As Nichelle Harriott, science and regulatory director at Beyond Pesticides, told the Herald in mid-August: "Widespread application of naled is very troubling. We know it's highly neurotoxic. Studies show that low-dose exposures are problematic over a person's life."
"In cases such as this," she said, "they always say that people are just going to be exposed to small amounts for very short periods. But how long is it going to go on? How long are they going to be spraying? Those exposures do accumulate, and we need to look at those aggregate exposures."
A top scientist with the U.S. Department of Agriculture (USDA) filed a whistleblower complaint Wednesday, accusing the agency of harassment and retaliation for his work showing harmful effects on monarch butterflies from a class of widely used insecticides known as neonicotinoids, or neonics.

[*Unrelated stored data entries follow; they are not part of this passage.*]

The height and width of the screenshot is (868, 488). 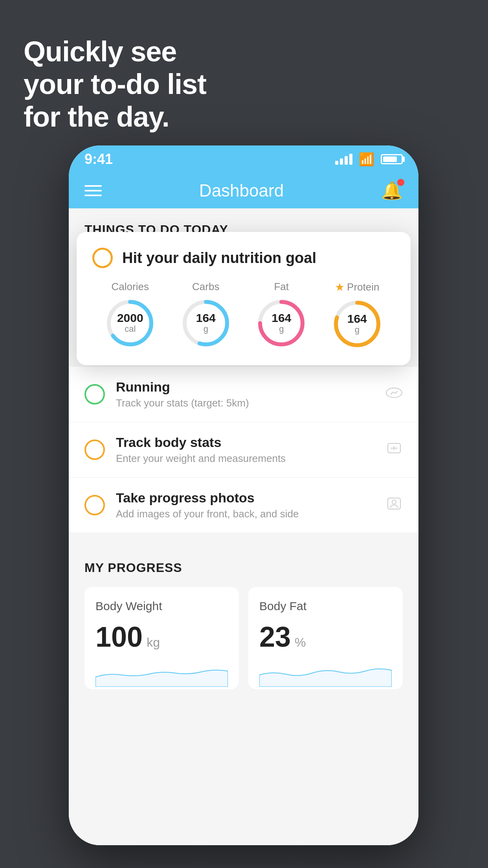 I want to click on body-weight-wave, so click(x=162, y=673). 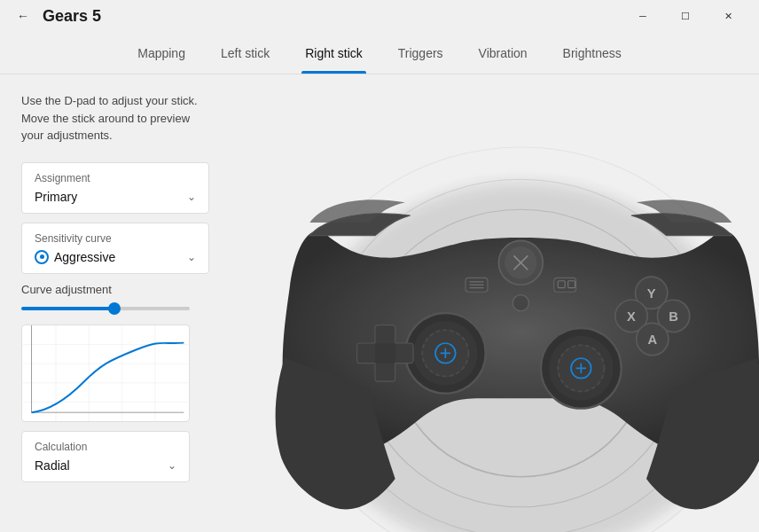 I want to click on calculation-value: Radial, so click(x=52, y=466).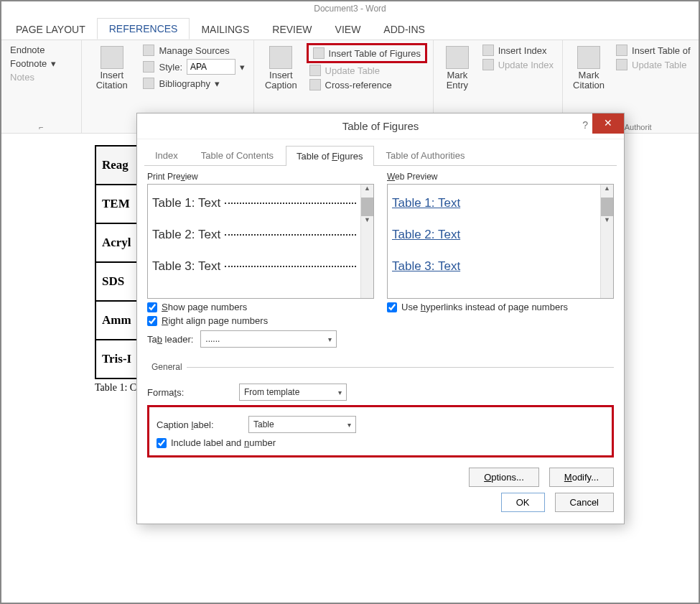 The width and height of the screenshot is (700, 604). Describe the element at coordinates (404, 29) in the screenshot. I see `tab-addins: ADD-INS` at that location.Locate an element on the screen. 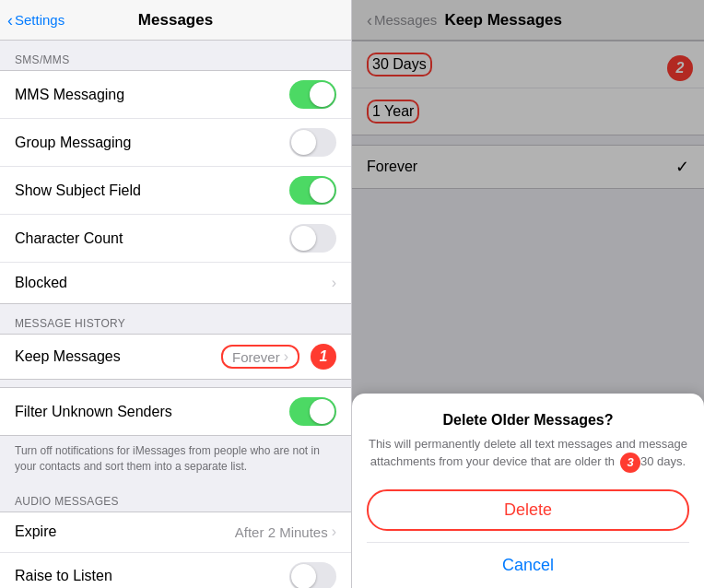 The width and height of the screenshot is (704, 588). step1-badge: 1 is located at coordinates (323, 357).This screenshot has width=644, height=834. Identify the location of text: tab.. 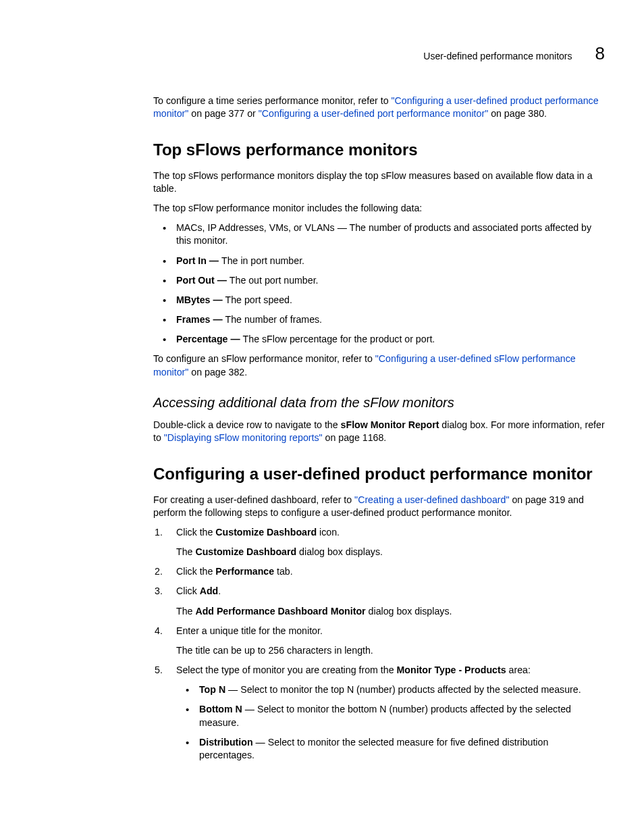
(284, 571).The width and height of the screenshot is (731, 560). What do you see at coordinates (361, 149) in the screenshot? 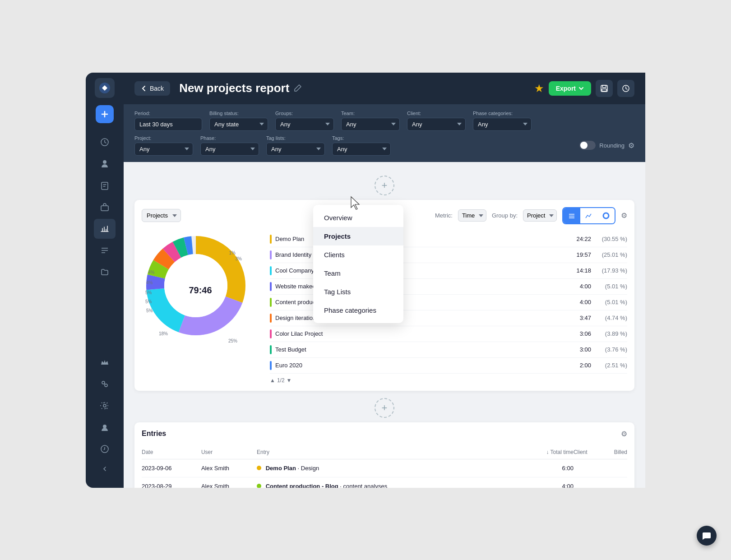
I see `tags-select: Any` at bounding box center [361, 149].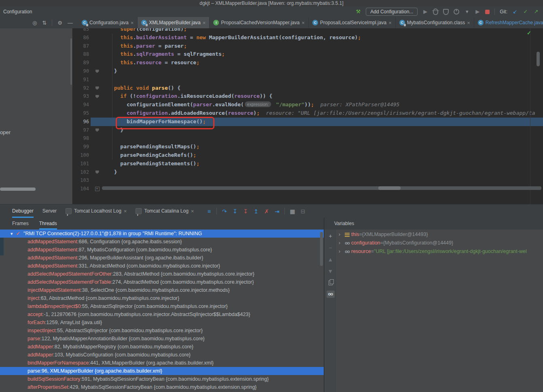 This screenshot has width=543, height=392. What do you see at coordinates (97, 189) in the screenshot?
I see `fold-expand-icon: +` at bounding box center [97, 189]. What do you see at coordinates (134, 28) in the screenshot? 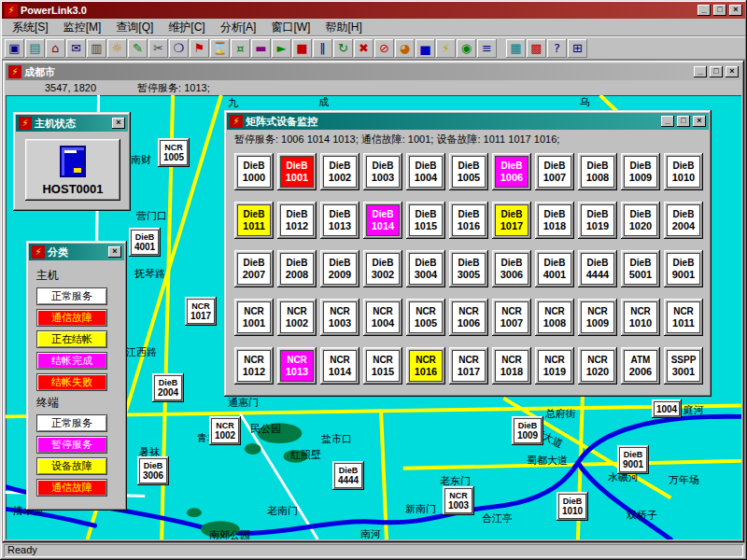
I see `menu-item-3: 查询[Q]` at bounding box center [134, 28].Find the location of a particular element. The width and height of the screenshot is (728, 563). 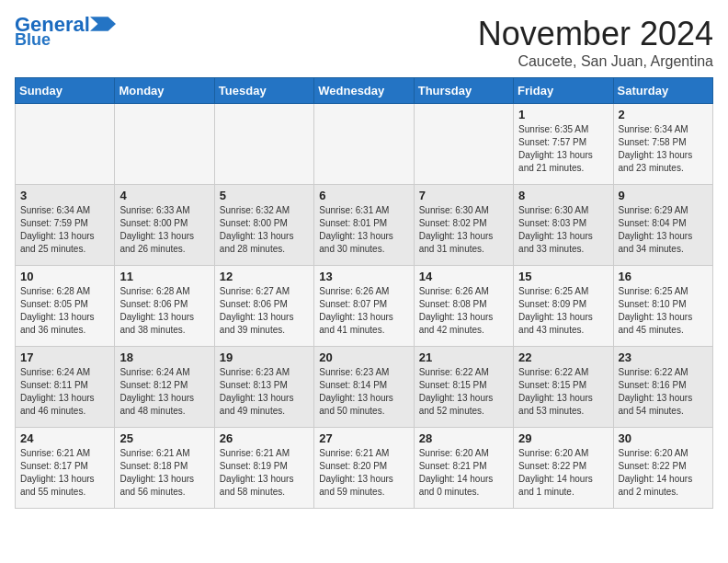

day-number: 16 is located at coordinates (664, 276).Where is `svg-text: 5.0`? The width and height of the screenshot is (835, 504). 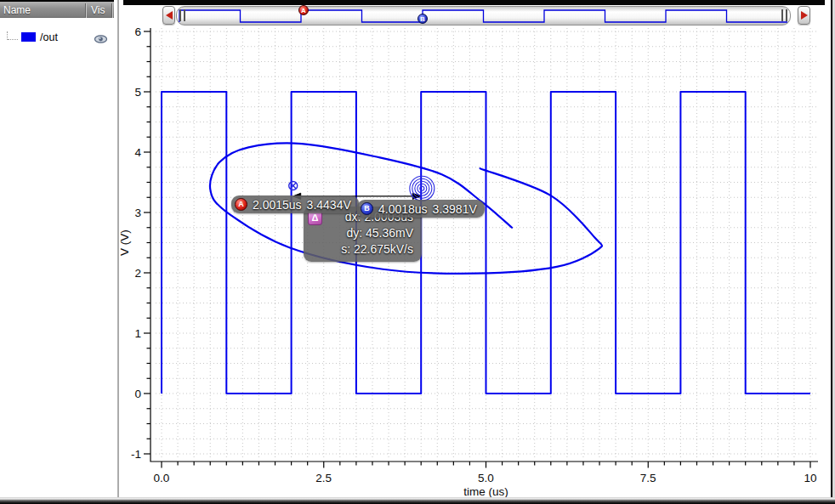 svg-text: 5.0 is located at coordinates (486, 478).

The department reportedly imposed a 14-day suspension (pdf) on Dr. Jonathan Lundgren, a senior research entomologist at the USDA, for publishing an unapproved report manuscript in a science journal on the "non-target effects" of a widely used neonic strain and for travel violations ahead of a presentation on the results to a scientific panel.
"What else is USDA hiding about the health and environmental impacts of pesticides?"
--Gary Ruskin, U.S. Right to Know
According to Lundgren and his supporters, the suspension was just censorship.
"Politics inside USDA have made entomology into a most perilous discipline," said Laura Dumais, staff counsel with Public Employees for Environmental Responsibility (PEER), which filed the complaint on Lundgren's behalf.
The Merit Systems Protection Board, a federal civil service tribunal, will hear the case. Lundgren wrote in his complaint:
Since late March, I have been subjected to a sudden but escalating pattern of impediments and disruption of my scientific work, restraints on my ability to communicate with scientific colleagues, as well as the media and a growing professional toll that is making further scientific work in ARS untenable. This abrupt onset of actions undoubtedly appears to have been prompted by the scientific activities that are supposed to be specifically safeguarded and encouraged under the USDA Scientific Integrity Policy.
"It is USDA policy that political suppression and manipulation of science are not to be tolerated, but it is empty rhetoric," Dumais added.
Neonics have long been linked to dramatic population losses for butterflies, bees, and other pollinators, which environmental experts say threatens food security.
Lundgren and other researchers also previously found that neonics on the whole did not increase crop yields for farmers--casting yet more doubts on the supposed efficacy of the controversial products.
The case also "raises questions about whether USDA is suppressing other research adverse to the interests of the agrichemical industry," said Gary Ruskin, co-director of consumer advocacy group U.S. Right to Know. "Is this an isolated incident or part of a larger pattern? What else is USDA hiding about the health and environmental impacts of pesticides?"
As PEER executive director Jeff Ruch said on Wednesday, "Dr. Lundgren's case underscores why legal protections for government scientists are sorely needed. Bureaucracies under political pressure from corporate stakeholders routinely shoot the messenger, even if they are wearing a lab coat."